The Annual US-CERT FUD Festival
Joe Barr writes "Joe Brockmeier and I have teamed up in a story on NewsForge to point out how the mainstream and trade press misrepresent the annual summary of vulnerabilities from US-CERT. They're doing it again this year to make it appear as if it is more secure than UNIX/Linux. Pamela Jones did a similar report at Groklaw over the weekend." From the article: "One figure represents the vulnerabilities found in Windows operating systems: XP, NT, 98, and so on. The other represents a total figure not just for Solaris, AIX, HP-UX, the BSDs, and Linux, but for a hundred different versions of Linux. The sum of all the unique vulnerabilities from all the Linux distros does not equate to the sum of vulnerabilities in any single Linux distro, and one could say the same about the various versions of Windows. That's why it is a completely meaningless exercise to discuss those totals as if they present an accurate picture of the relative security of Windows and Linux. " We've reported on the US-CERT list already this year. NewsForge is a sister site to Slashdot.org, both of whom are owned by OSTG.
Considering Linux is a Kernel, to say there were 1000s of bugs again Linux is silly. Let's see how many were against the Linux kernel vs all the userland apps that don't touch anything system level. Now I'll admit bugs show up, and I think that's Open Source's strength; there's constantly ppl combing over the code finding f'd up stuff that no one would think to look at. This is only achieved through constant gazing at the source code, whereas with Windows a bug is usually found out after it's a vuln. Also, I'm happy that MS patched the issue so quickly, even if they were beaten to the punch, perhaps they'll take things (security) more seriously now that they're pushing 'trusted computing'. Not that I care that much, I'm sold on Linux, OS X on the desk and freeBSD on the server, but I did play with ReactOS the other night, and see a future for x-Windows folks who don't want to lose Windows compat when XP support goes away...
fak3r.com
In principle, you are right - but you will have to agree that lumping say 4 or 5 versions of Windows together is an order of magnitude less stupid than lumping say 100 distros of Linux, plus assorted flavors of Unix (including MacOS) together...
I honestly expected better from the CERT folks. I don't know why, but I really did.
Coming from the same government that denuded a slam dunk settled lawsuit against Microsoft? PuhLEASE!
Whether "different" OSes should be lumped together is another discussion entirely (how "different" are they if they have the same kernel?)
then you need to consider the fact that x86 linux has a different kernel than PPC linux. And what about all the people running 2.4.x versus 2.6.x versus everyone still running older versions, still?
What about the fact that if a version of apache has some flaw that it [generally] affects the entire Apache installbase of that version. Whether it's BSD, Linux, OSX, Windows or BeOS. I say "generally" because some flaws may only affect x86 versions or PPC versions exclusively due to endian issues and ways that the kernels handle the stack and whatnot.
There really is no fair way of gauging and quantifying the number of flaws found in computers per-OS unless you go by installation package. Make lists of XP, make lists of win2k, make lists for OSX (10.2, 10.3 and 10.4 as well as server), make a list for each distro and every installation type for each of the lastest couple of versions. Sure it's a lot of work... but at least it'll be more accurate.
...spike
Ewwwwww, coconut...
For the moment, I'm going to lump a response to this together with "Skewed, Oh yeah..." thread ( http://it.slashdot.org/comments.pl?sid=173159&cid= 14409257 ) and say that it would be interesting to have a little better detail - for Windows and Linux both.
For instance, Windows has 2 distinct kernel families, Win9X and WinNT. Linux has 1. Within each of these families there is then versioning, Win95, Win98, WinME, WinNT, Win2k, WinXP, 2.4, 2.6, etc.
Beyond that, it appears that all Windows versions share things like GDI.dll (WMF, anyone?) while all Linux versions share things like glibc. Some are distinct, like Linux modutils, and I've heard that Windows has similar, but can't enumerate.
Then there are applications on top of both, both bundled with the OS, and not.
The CERT numbers are a mess, a disservice to all.
The living have better things to do than to continue hating the dead.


Transcribe the data in full and exactly, omitting any pictures.

• [Data for processing]
%%

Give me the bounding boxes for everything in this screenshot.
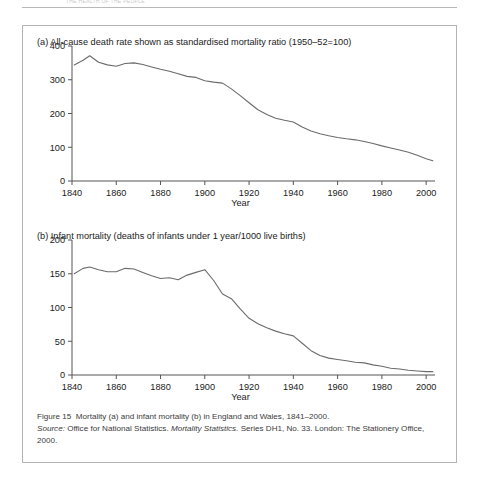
- svg-text:1960: 1960: [327, 188, 347, 198]
- chart-panel-b: 0501001502001840186018801900192019401960…: [23, 220, 458, 395]
- svg-text:1860: 1860: [106, 382, 126, 392]
- svg-text:1940: 1940: [283, 382, 303, 392]
- svg-text:400: 400: [50, 41, 65, 51]
- svg-text:1980: 1980: [372, 382, 392, 392]
- svg-text:2000: 2000: [416, 188, 436, 198]
- svg-text:1860: 1860: [106, 188, 126, 198]
- svg-text:1980: 1980: [372, 188, 392, 198]
- svg-text:300: 300: [50, 75, 65, 85]
- svg-text:1840: 1840: [62, 382, 82, 392]
- svg-text:100: 100: [50, 303, 65, 313]
- caption-source-line: Source: Office for National Statistics. …: [37, 423, 445, 447]
- svg-text:200: 200: [50, 109, 65, 119]
- svg-text:1960: 1960: [327, 382, 347, 392]
- svg-text:50: 50: [55, 337, 65, 347]
- caption-source-italic-title: Mortality Statistics.: [171, 424, 238, 433]
- svg-text:100: 100: [50, 143, 65, 153]
- running-head-rule: [22, 7, 457, 8]
- figure-box: (a) All-cause death rate shown as standa…: [22, 25, 457, 463]
- running-head: THE HEALTH OF THE PEOPLE: [22, 0, 457, 9]
- caption-source-text-1: Office for National Statistics.: [67, 424, 169, 433]
- panel-a-xaxis-label: Year: [23, 198, 458, 208]
- svg-text:2000: 2000: [416, 382, 436, 392]
- caption-figure-number: Figure 15: [37, 412, 71, 421]
- running-head-text: THE HEALTH OF THE PEOPLE: [66, 0, 145, 4]
- panel-b-xaxis-label: Year: [23, 392, 458, 402]
- svg-text:1940: 1940: [283, 188, 303, 198]
- svg-text:1920: 1920: [239, 188, 259, 198]
- figure-page: THE HEALTH OF THE PEOPLE (a) All-cause d…: [0, 0, 481, 485]
- chart-panel-a: 0100200300400184018601880190019201940196…: [23, 26, 458, 201]
- svg-text:1880: 1880: [150, 382, 170, 392]
- svg-text:1900: 1900: [195, 382, 215, 392]
- svg-text:0: 0: [60, 176, 65, 186]
- svg-text:1840: 1840: [62, 188, 82, 198]
- caption-line-1: Figure 15 Mortality (a) and infant morta…: [37, 411, 445, 423]
- svg-text:1880: 1880: [150, 188, 170, 198]
- svg-text:0: 0: [60, 370, 65, 380]
- svg-text:1920: 1920: [239, 382, 259, 392]
- caption-line-1-text: Mortality (a) and infant mortality (b) i…: [76, 412, 329, 421]
- svg-text:150: 150: [50, 269, 65, 279]
- svg-text:1900: 1900: [195, 188, 215, 198]
- figure-caption: Figure 15 Mortality (a) and infant morta…: [37, 411, 445, 448]
- svg-text:200: 200: [50, 235, 65, 245]
- caption-source-label: Source:: [37, 424, 65, 433]
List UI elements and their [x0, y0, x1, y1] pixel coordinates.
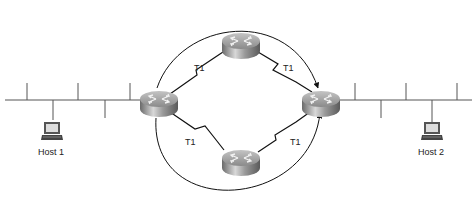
link-left-top [170, 52, 223, 94]
router-bottom-icon[interactable] [222, 150, 260, 176]
host1-computer-icon[interactable] [41, 122, 63, 140]
link-bottom-right [258, 112, 310, 152]
router-left-icon[interactable] [140, 91, 178, 117]
link-label-left-top: T1 [194, 63, 205, 73]
right-lan-bus [338, 83, 472, 122]
host1-label: Host 1 [38, 147, 64, 157]
host2-label: Host 2 [418, 147, 444, 157]
link-label-left-bottom: T1 [185, 137, 196, 147]
left-lan-bus [5, 83, 142, 120]
network-diagram: T1 T1 T1 T1 Host 1 Host 2 [0, 0, 476, 208]
link-label-bottom-right: T1 [290, 137, 301, 147]
host2-computer-icon[interactable] [421, 122, 443, 140]
router-right-icon[interactable] [302, 91, 340, 117]
link-left-bottom [170, 112, 224, 150]
link-label-top-right: T1 [283, 63, 294, 73]
router-top-icon[interactable] [222, 33, 260, 59]
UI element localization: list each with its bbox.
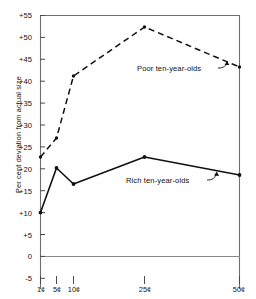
x-tick-label-50c: 50¢	[224, 285, 254, 294]
data-point-rich-10c	[72, 182, 76, 186]
series-line-poor	[41, 27, 240, 157]
y-tick-label-0: 0	[6, 252, 32, 261]
data-point-poor-5c	[55, 136, 58, 139]
data-point-rich-50c	[238, 173, 242, 177]
y-tick-label-20: +20	[6, 165, 32, 174]
x-tick-label-25c: 25¢	[130, 285, 160, 294]
data-point-poor-1c	[39, 155, 42, 158]
annotation-leader-rich	[207, 173, 217, 180]
y-tick-label-15: +15	[6, 187, 32, 196]
annotation-arrowhead-rich	[214, 172, 219, 176]
data-point-rich-25c	[143, 155, 147, 159]
y-tick-label-minus5: -5	[6, 274, 32, 283]
data-point-poor-25c	[143, 25, 146, 28]
series-label-poor: Poor ten-year-olds	[137, 64, 201, 73]
data-point-poor-50c	[238, 65, 241, 68]
x-axis-ticks	[41, 276, 240, 284]
plot-frame	[40, 15, 240, 289]
y-tick-label-10: +10	[6, 209, 32, 218]
data-point-rich-1c	[39, 211, 43, 215]
data-point-poor-10c	[72, 74, 75, 77]
y-tick-label-30: +30	[6, 121, 32, 130]
chart-canvas	[0, 0, 256, 299]
y-tick-label-35: +35	[6, 99, 32, 108]
chart-figure: Per cent deviation from actual size +55 …	[0, 0, 256, 299]
y-tick-label-55: +55	[6, 11, 32, 20]
data-point-rich-5c	[55, 166, 59, 170]
y-tick-label-5: +5	[6, 231, 32, 240]
y-tick-label-25: +25	[6, 143, 32, 152]
y-tick-label-50: +50	[6, 33, 32, 42]
x-tick-label-10c: 10¢	[59, 285, 89, 294]
y-tick-label-45: +45	[6, 55, 32, 64]
y-tick-label-40: +40	[6, 77, 32, 86]
series-label-rich: Rich ten-year-olds	[126, 176, 189, 185]
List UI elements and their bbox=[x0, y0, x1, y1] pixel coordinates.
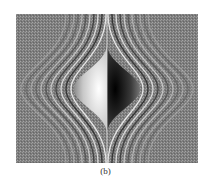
fringe-pattern-image bbox=[16, 14, 198, 163]
panel-label: (b) bbox=[0, 166, 211, 176]
fringe-pattern-graphic bbox=[16, 14, 198, 163]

%%

• [Expected answer]
Give me the bounding boxes for everything in this screenshot.
- svg-text:1960: 1960: [327, 188, 347, 198]
- chart-panel-b: 0501001502001840186018801900192019401960…: [23, 220, 458, 395]
- svg-text:1860: 1860: [106, 382, 126, 392]
- svg-text:1940: 1940: [283, 382, 303, 392]
- svg-text:400: 400: [50, 41, 65, 51]
- svg-text:1980: 1980: [372, 382, 392, 392]
- svg-text:2000: 2000: [416, 188, 436, 198]
- svg-text:1860: 1860: [106, 188, 126, 198]
- svg-text:1980: 1980: [372, 188, 392, 198]
- svg-text:300: 300: [50, 75, 65, 85]
- svg-text:1840: 1840: [62, 382, 82, 392]
- svg-text:100: 100: [50, 303, 65, 313]
- caption-source-line: Source: Office for National Statistics. …: [37, 423, 445, 447]
- svg-text:200: 200: [50, 109, 65, 119]
- svg-text:1960: 1960: [327, 382, 347, 392]
- svg-text:50: 50: [55, 337, 65, 347]
- caption-source-italic-title: Mortality Statistics.: [171, 424, 238, 433]
- svg-text:100: 100: [50, 143, 65, 153]
- running-head-rule: [22, 7, 457, 8]
- figure-box: (a) All-cause death rate shown as standa…: [22, 25, 457, 463]
- running-head: THE HEALTH OF THE PEOPLE: [22, 0, 457, 9]
- caption-source-text-1: Office for National Statistics.: [67, 424, 169, 433]
- panel-a-xaxis-label: Year: [23, 198, 458, 208]
- svg-text:2000: 2000: [416, 382, 436, 392]
- caption-figure-number: Figure 15: [37, 412, 71, 421]
- running-head-text: THE HEALTH OF THE PEOPLE: [66, 0, 145, 4]
- panel-b-xaxis-label: Year: [23, 392, 458, 402]
- svg-text:1940: 1940: [283, 188, 303, 198]
- svg-text:1920: 1920: [239, 188, 259, 198]
- figure-page: THE HEALTH OF THE PEOPLE (a) All-cause d…: [0, 0, 481, 485]
- chart-panel-a: 0100200300400184018601880190019201940196…: [23, 26, 458, 201]
- svg-text:1880: 1880: [150, 382, 170, 392]
- svg-text:1900: 1900: [195, 382, 215, 392]
- svg-text:0: 0: [60, 176, 65, 186]
- svg-text:1840: 1840: [62, 188, 82, 198]
- caption-line-1: Figure 15 Mortality (a) and infant morta…: [37, 411, 445, 423]
- svg-text:1880: 1880: [150, 188, 170, 198]
- svg-text:0: 0: [60, 370, 65, 380]
- svg-text:1920: 1920: [239, 382, 259, 392]
- caption-line-1-text: Mortality (a) and infant mortality (b) i…: [76, 412, 329, 421]
- svg-text:150: 150: [50, 269, 65, 279]
- svg-text:1900: 1900: [195, 188, 215, 198]
- figure-caption: Figure 15 Mortality (a) and infant morta…: [37, 411, 445, 448]
- svg-text:200: 200: [50, 235, 65, 245]
- caption-source-label: Source:: [37, 424, 65, 433]
List UI elements and their [x0, y0, x1, y1] pixel coordinates.
link-left-top [170, 52, 223, 94]
router-bottom-icon[interactable] [222, 150, 260, 176]
host1-computer-icon[interactable] [41, 122, 63, 140]
link-bottom-right [258, 112, 310, 152]
router-left-icon[interactable] [140, 91, 178, 117]
link-label-left-top: T1 [194, 63, 205, 73]
right-lan-bus [338, 83, 472, 122]
host1-label: Host 1 [38, 147, 64, 157]
host2-label: Host 2 [418, 147, 444, 157]
link-label-left-bottom: T1 [185, 137, 196, 147]
left-lan-bus [5, 83, 142, 120]
network-diagram: T1 T1 T1 T1 Host 1 Host 2 [0, 0, 476, 208]
link-label-bottom-right: T1 [290, 137, 301, 147]
host2-computer-icon[interactable] [421, 122, 443, 140]
router-right-icon[interactable] [302, 91, 340, 117]
link-left-bottom [170, 112, 224, 150]
link-label-top-right: T1 [283, 63, 294, 73]
router-top-icon[interactable] [222, 33, 260, 59]
UI element localization: list each with its bbox.
x-tick-label-50c: 50¢	[224, 285, 254, 294]
data-point-rich-10c	[72, 182, 76, 186]
series-line-poor	[41, 27, 240, 157]
y-tick-label-0: 0	[6, 252, 32, 261]
data-point-poor-5c	[55, 136, 58, 139]
data-point-rich-50c	[238, 173, 242, 177]
y-tick-label-20: +20	[6, 165, 32, 174]
x-tick-label-25c: 25¢	[130, 285, 160, 294]
data-point-poor-1c	[39, 155, 42, 158]
annotation-leader-rich	[207, 173, 217, 180]
y-tick-label-15: +15	[6, 187, 32, 196]
annotation-arrowhead-rich	[214, 172, 219, 176]
data-point-rich-25c	[143, 155, 147, 159]
y-tick-label-minus5: -5	[6, 274, 32, 283]
data-point-poor-25c	[143, 25, 146, 28]
series-label-poor: Poor ten-year-olds	[137, 64, 201, 73]
data-point-poor-50c	[238, 65, 241, 68]
x-axis-ticks	[41, 276, 240, 284]
plot-frame	[40, 15, 240, 289]
y-tick-label-10: +10	[6, 209, 32, 218]
data-point-rich-1c	[39, 211, 43, 215]
data-point-poor-10c	[72, 74, 75, 77]
y-tick-label-30: +30	[6, 121, 32, 130]
chart-canvas	[0, 0, 256, 299]
y-tick-label-35: +35	[6, 99, 32, 108]
chart-figure: Per cent deviation from actual size +55 …	[0, 0, 256, 299]
y-tick-label-55: +55	[6, 11, 32, 20]
data-point-rich-5c	[55, 166, 59, 170]
y-tick-label-5: +5	[6, 231, 32, 240]
y-tick-label-25: +25	[6, 143, 32, 152]
y-tick-label-50: +50	[6, 33, 32, 42]
x-tick-label-10c: 10¢	[59, 285, 89, 294]
y-tick-label-45: +45	[6, 55, 32, 64]
y-tick-label-40: +40	[6, 77, 32, 86]
series-label-rich: Rich ten-year-olds	[126, 176, 189, 185]
List UI elements and their bbox=[x0, y0, x1, y1] pixel coordinates.
fringe-pattern-image bbox=[16, 14, 198, 163]
panel-label: (b) bbox=[0, 166, 211, 176]
fringe-pattern-graphic bbox=[16, 14, 198, 163]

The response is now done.